Tuesday, 10 January 2017

Hopelessly Old Fashioned and Fairy Bread

I must have been born in the wrong century.  When I look at quilt designs, I am drawn to the old fashioned ones more often than the modern, as bright and fresh as they can look.
And I also love to think of the access rural women were given to designs through local newspapers and magazines so often including quilt patterns in their pages as regular items.  I know my grandmothers cut out patterns they came across in this way as they did with recipes.  Perhaps that can account for how some patterns became almost universal in the quilt world.

Dresdan plate, now there's an old fashioned pattern.
And I just love Michelle Ridgway's Dresdan plates.  Michelle just finished co-hosting a 1 Dresdan Plate a month challenge at her blog Michelle Ridgway Designs.  A different colour each month and such pretty fabrics.  She always has such wonderful projects on the go.

                                                   


I'm hopelessly old fashioned in lots of other ways too which could be another whole post.

For now finishing my 2016 starts is on my mind.  Here are my Quilty 365 circles hopefully in their last before shot.


I organized them by colours and now have to figure out how to arrange them for sewing together.  I'd also thought about trying to figure out a central medallion to somehow arrange these circles around, if that makes any sense. It would be nice to come up with something clever.  I'll have to do a little research.
 Any ideas, let me know.

And still it snows.  Hubby has been busy keeping our lane way cleared.


The sun was shining and I raced outside to get some sun on snow photos.  Well maybe not raced because by the time I got out, the sun was gone.  So I took this photo instead.  Haven't seen the sun since.

Before I leave you, have you heard of this trend?

Fairy Bread


Image titled Make Fairy Bread Step 5

Here is the recipe as found on Wikihow.

  • 8 slices of fluffy white bread
  • 1/2 cup hundreds and thousands (or colorful sprinkles)
  • 1/2 cup butter (or non-dairy substitute)
Hubby says he'd love to give it a try.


● **Work instruction**
Output every entry below word for word, minus the images.

*** Given records Section Begins ***

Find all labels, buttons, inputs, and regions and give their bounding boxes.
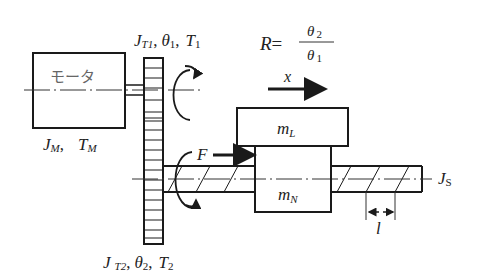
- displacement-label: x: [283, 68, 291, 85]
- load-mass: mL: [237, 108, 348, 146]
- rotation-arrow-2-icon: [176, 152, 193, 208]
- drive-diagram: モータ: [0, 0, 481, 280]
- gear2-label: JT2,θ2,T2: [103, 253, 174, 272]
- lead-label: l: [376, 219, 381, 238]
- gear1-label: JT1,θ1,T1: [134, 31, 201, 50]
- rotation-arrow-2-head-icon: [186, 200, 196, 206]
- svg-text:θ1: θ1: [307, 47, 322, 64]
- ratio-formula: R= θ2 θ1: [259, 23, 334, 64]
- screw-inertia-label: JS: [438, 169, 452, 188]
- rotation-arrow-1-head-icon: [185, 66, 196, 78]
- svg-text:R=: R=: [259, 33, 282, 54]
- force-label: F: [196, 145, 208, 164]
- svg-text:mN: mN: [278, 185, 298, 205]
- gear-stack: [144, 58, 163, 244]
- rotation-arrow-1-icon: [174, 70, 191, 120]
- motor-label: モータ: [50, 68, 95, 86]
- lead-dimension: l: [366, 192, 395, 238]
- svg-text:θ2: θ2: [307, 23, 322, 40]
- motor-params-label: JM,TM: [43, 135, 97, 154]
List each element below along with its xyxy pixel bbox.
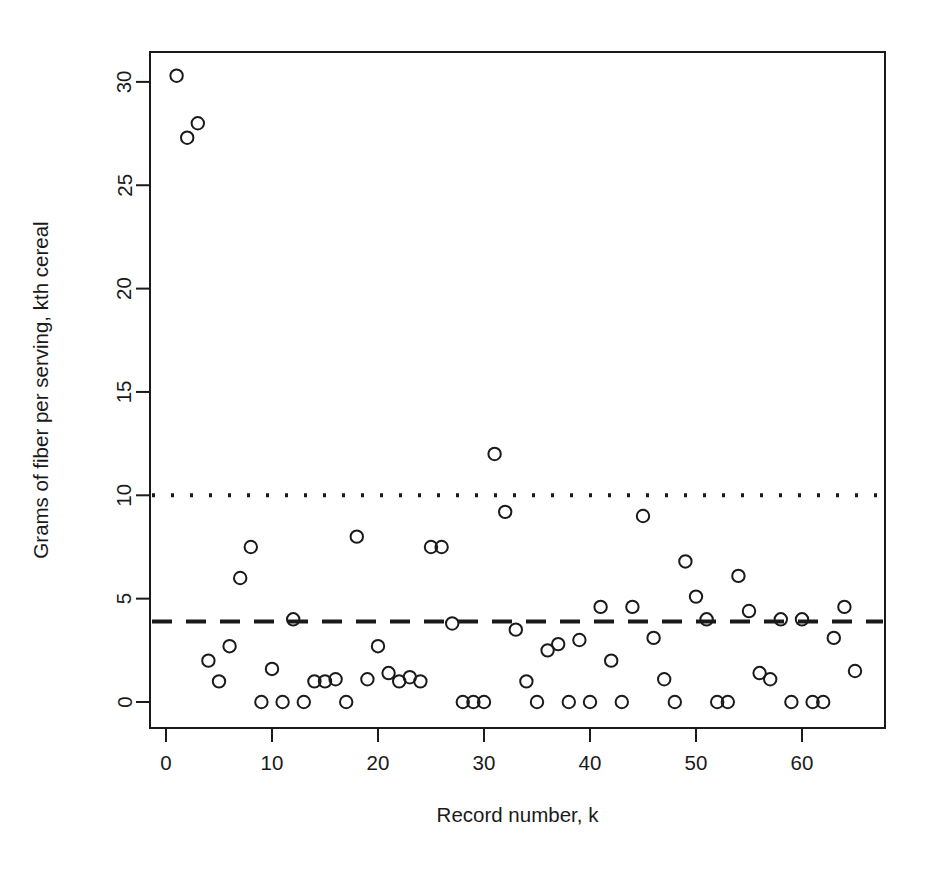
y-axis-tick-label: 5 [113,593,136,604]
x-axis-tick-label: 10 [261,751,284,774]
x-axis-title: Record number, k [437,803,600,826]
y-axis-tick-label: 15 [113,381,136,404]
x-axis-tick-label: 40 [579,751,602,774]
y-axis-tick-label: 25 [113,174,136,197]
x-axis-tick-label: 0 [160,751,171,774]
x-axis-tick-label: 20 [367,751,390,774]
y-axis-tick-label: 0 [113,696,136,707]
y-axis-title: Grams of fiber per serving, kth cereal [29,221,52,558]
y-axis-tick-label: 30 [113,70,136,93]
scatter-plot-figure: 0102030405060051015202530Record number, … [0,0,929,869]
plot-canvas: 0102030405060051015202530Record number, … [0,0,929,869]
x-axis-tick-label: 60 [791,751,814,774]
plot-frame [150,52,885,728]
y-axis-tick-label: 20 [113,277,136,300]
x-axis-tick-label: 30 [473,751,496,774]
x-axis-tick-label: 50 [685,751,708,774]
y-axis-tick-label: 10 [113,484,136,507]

*** Given records Section Ends ***

● **The completed task**
Find all labels, buttons, inputs, and regions and give their bounding boxes.
- displacement-label: x: [283, 68, 291, 85]
- load-mass: mL: [237, 108, 348, 146]
- rotation-arrow-2-icon: [176, 152, 193, 208]
- drive-diagram: モータ: [0, 0, 481, 280]
- gear2-label: JT2,θ2,T2: [103, 253, 174, 272]
- lead-label: l: [376, 219, 381, 238]
- gear1-label: JT1,θ1,T1: [134, 31, 201, 50]
- rotation-arrow-2-head-icon: [186, 200, 196, 206]
- svg-text:θ1: θ1: [307, 47, 322, 64]
- ratio-formula: R= θ2 θ1: [259, 23, 334, 64]
- screw-inertia-label: JS: [438, 169, 452, 188]
- rotation-arrow-1-head-icon: [185, 66, 196, 78]
- svg-text:R=: R=: [259, 33, 282, 54]
- force-label: F: [196, 145, 208, 164]
- svg-text:mN: mN: [278, 185, 298, 205]
- gear-stack: [144, 58, 163, 244]
- rotation-arrow-1-icon: [174, 70, 191, 120]
- motor-label: モータ: [50, 68, 95, 86]
- lead-dimension: l: [366, 192, 395, 238]
- svg-text:θ2: θ2: [307, 23, 322, 40]
- motor-params-label: JM,TM: [43, 135, 97, 154]
List each element below along with its xyxy pixel bbox.
y-axis-tick-label: 5 [113,593,136,604]
x-axis-tick-label: 10 [261,751,284,774]
x-axis-title: Record number, k [437,803,600,826]
y-axis-tick-label: 15 [113,381,136,404]
x-axis-tick-label: 40 [579,751,602,774]
y-axis-tick-label: 25 [113,174,136,197]
x-axis-tick-label: 0 [160,751,171,774]
x-axis-tick-label: 20 [367,751,390,774]
y-axis-tick-label: 0 [113,696,136,707]
y-axis-title: Grams of fiber per serving, kth cereal [29,221,52,558]
y-axis-tick-label: 30 [113,70,136,93]
scatter-plot-figure: 0102030405060051015202530Record number, … [0,0,929,869]
plot-canvas: 0102030405060051015202530Record number, … [0,0,929,869]
x-axis-tick-label: 60 [791,751,814,774]
plot-frame [150,52,885,728]
y-axis-tick-label: 20 [113,277,136,300]
x-axis-tick-label: 30 [473,751,496,774]
x-axis-tick-label: 50 [685,751,708,774]
y-axis-tick-label: 10 [113,484,136,507]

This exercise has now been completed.